Electrical Bias and Variance Calculator
Example Data Table
| Test | Reference | Readings | Expected Use |
|---|---|---|---|
| Voltage regulator | 5.000 V | 5.01, 4.98, 5.03, 5.00 | Check output accuracy and noise. |
| Current sensor | 2.000 A | 2.04, 2.01, 1.99, 2.02 | Review offset and repeatability. |
| Resistance meter | 100.00 Ohm | 100.20, 99.90, 100.10 | Compare calibration drift. |
Formula Used
Adjusted reading: x = raw × gain + offset
Mean: mean = sum(x) / n
Bias: bias = mean - reference
Bias percent: bias% = bias / abs(reference) × 100
Population variance: variance = sum((x - mean)^2) / n
Sample variance: variance = sum((x - mean)^2) / (n - 1)
MSE: MSE = sum((x - reference)^2) / n
RMSE: RMSE = sqrt(MSE)
How to Use This Calculator
- Enter the electrical channel, sensor, meter, or device name.
- Select the unit used for all measurements.
- Enter the trusted reference value.
- Paste repeated measured readings in the reading box.
- Apply gain and offset if raw readings need adjustment.
- Choose sample variance for a small test set.
- Add pass limits if you need a quick decision.
- Press Calculate, then download the CSV or PDF report.
Understanding Electrical Bias and Variance
Bias and variance help you judge measurement quality. In electrical work, a meter, sensor, converter, or data logger should follow a known reference. Bias shows the average offset from that reference. Variance shows how widely repeated readings spread around their own mean.
Why These Metrics Matter
A low bias means the instrument is centered well. A low variance means it is stable. Both values matter together. A sensor can be steady but wrong. Another sensor can be correct on average, yet noisy. Power supplies, shunts, thermistors, current probes, and ADC channels all benefit from this check.
Practical Electrical Use
Use this calculator during calibration checks, bench testing, maintenance, and production inspection. Enter repeated readings from the device under test. Add the traceable reference value from a calibrator, precision source, or trusted standard. The tool adjusts each reading with optional gain and offset values. This helps when raw counts need conversion before analysis.
Interpreting The Output
The mean reading is the central measured value. Bias is mean minus reference. Positive bias means the device reads high. Negative bias means it reads low. Variance and standard deviation show repeatability. MSE and RMSE compare every reading against the reference, so they combine offset and scatter.
Decision Guidance
Tolerance limits make the report easier to use. A bias limit checks accuracy. A variance limit checks stability. When both pass, the device is usually suitable for the selected electrical task. When one fails, inspect wiring, grounding, probe placement, temperature drift, range selection, and calibration history.
Good Measurement Habits
Use enough samples to expose noise. Keep the reference stable. Warm up instruments before testing. Use the same unit for every value. Remove obvious setup mistakes before final reporting. Export the CSV file for spreadsheets. Export the PDF file for records. These reports support audits, troubleshooting, quality control, and repeatable lab documentation.
Common Mistakes
Do not mix volts, millivolts, amps, and milliamps in one sample set. Convert first. Do not compare AC RMS readings with peak values unless the reference matches. Avoid testing while loads switch rapidly. Record temperature and range settings. These notes explain changes when you repeat the same calibration later. They also help another technician reproduce the test exactly.
FAQs
What is bias in electrical measurement?
Bias is the average measurement offset from a trusted reference. A positive value means the device reads high. A negative value means it reads low.

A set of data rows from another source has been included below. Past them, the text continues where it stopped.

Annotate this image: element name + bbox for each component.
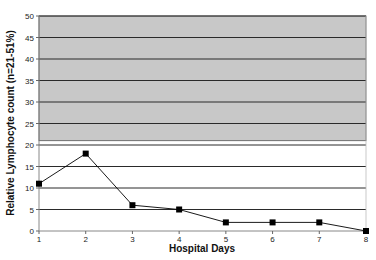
y-axis-ticks: 05101520253035404550 xyxy=(25,12,39,236)
data-series xyxy=(36,151,369,234)
data-point-marker xyxy=(176,207,182,213)
lymphocyte-line-chart: 05101520253035404550 12345678 Hospital D… xyxy=(0,0,376,260)
y-tick-label: 5 xyxy=(30,206,35,215)
y-tick-label: 15 xyxy=(25,163,34,172)
y-tick-label: 40 xyxy=(25,55,34,64)
x-tick-label: 1 xyxy=(37,235,42,244)
data-point-marker xyxy=(270,219,276,225)
data-point-marker xyxy=(363,228,369,234)
x-tick-label: 2 xyxy=(83,235,88,244)
data-point-marker xyxy=(223,219,229,225)
x-tick-label: 8 xyxy=(364,235,369,244)
shaded-normal-range xyxy=(39,16,366,141)
x-tick-label: 3 xyxy=(130,235,135,244)
x-tick-label: 6 xyxy=(270,235,275,244)
y-tick-label: 10 xyxy=(25,184,34,193)
y-tick-label: 30 xyxy=(25,98,34,107)
x-tick-label: 7 xyxy=(317,235,322,244)
y-tick-label: 20 xyxy=(25,141,34,150)
series-line xyxy=(39,154,366,231)
y-tick-label: 35 xyxy=(25,77,34,86)
data-point-marker xyxy=(129,202,135,208)
x-axis-title: Hospital Days xyxy=(169,243,236,254)
y-tick-label: 45 xyxy=(25,34,34,43)
normal-range-band xyxy=(39,16,366,141)
y-tick-label: 50 xyxy=(25,12,34,21)
y-tick-label: 0 xyxy=(30,227,35,236)
data-point-marker xyxy=(316,219,322,225)
y-axis-title: Relative Lymphocyte count (n=21-51%) xyxy=(5,30,16,216)
data-point-marker xyxy=(36,181,42,187)
y-tick-label: 25 xyxy=(25,120,34,129)
data-point-marker xyxy=(83,151,89,157)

What is variance in this calculator?
Variance shows how much adjusted readings spread around their mean. It helps judge repeatability, noise, and short-term stability during electrical testing.
Should I use sample or population variance?
Use sample variance when your readings are a small set from a larger process. Use population variance when the readings represent the whole group.
What does gain do?
Gain multiplies each raw reading before analysis. Use it when raw counts, probe ratios, or scaling factors must be converted into real units.
What does offset do?
Offset adds a fixed correction to each reading. It is useful when a meter, ADC, or sensor has a known zero shift.
What is MSE?
Mean squared error compares every adjusted reading against the reference. It increases when readings are biased, noisy, or both.
Can this calculator test current sensors?
Yes. Select amps or milliamps, enter the reference current, and paste repeated current readings. Use consistent units for every value.
Why is the confidence interval useful?
It estimates the likely range of the true mean reading. A narrow interval suggests stable readings and better repeatability.